[Eliot] and I are in D.C. at Shmoocon for the weekend. We’re armed with the latest Hack-A-Day sticker. Find us here and we’ll hook you up. Right now we’re checking out [H1kari]’s talk on using FPGA’s for high speed encryption key cracking. By using dedicated FPGA hardware, they’re smoking dual core Intel’s left and right for the calculations. He also talked about an interesting application called VileFault – it takes in a certain fruit vendors encrypted FS and spits out a decrypted image – once you’ve cracked the pass phrase. (Guess what makes finding that key way faster.) Now he’s getting into brute forcing bluetooth pins…

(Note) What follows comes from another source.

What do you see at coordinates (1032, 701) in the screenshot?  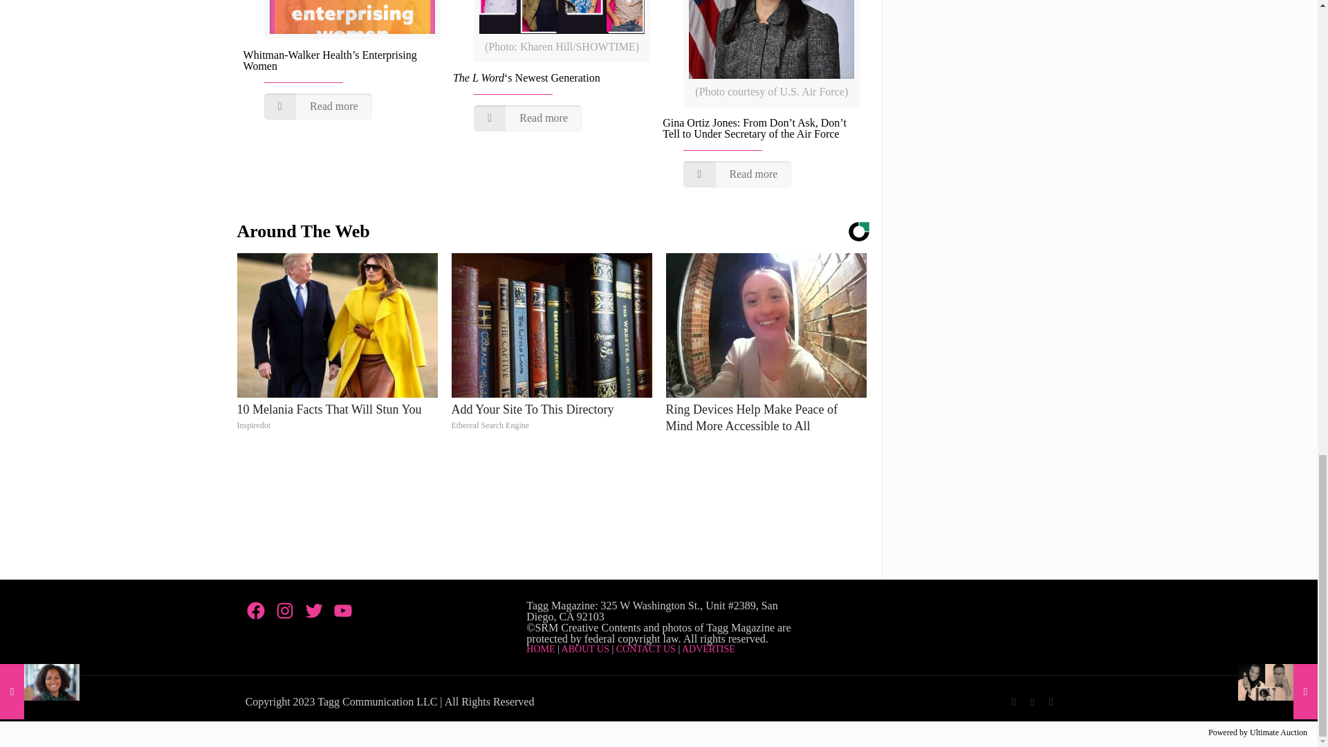 I see `Twitter` at bounding box center [1032, 701].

[Update so I don’t run off the page…]
The con’s first round of talks was pretty interesting. I definitely enjoyed the keynote by [Aviel Rubin]. He discussed his teams efforts to crack the Exxon Mobil Speedpass, which happens to be the same technology that’s used to RF disable several newer cars. They used some FPGA in a similar manner as [H1kari] – to speedily decrypt the encryption keys. The defeat of the Speedpass is pretty old news, but it was heartening to hear how Johns Hopkins University stood behind his team and was happy to saddle up their lawyers in dealing with the release of their paper.
The boys over at team hack-a-day – our unofficial Folding@home team (#44851) asked me to remind people that the PS3 folding client has been released – give those spare cpu cycles a home! The team has their own forums that hold quite a few gems. Not the least of with is a handy DXF of the Hack-a-day (and team Hack-A-Day) logo.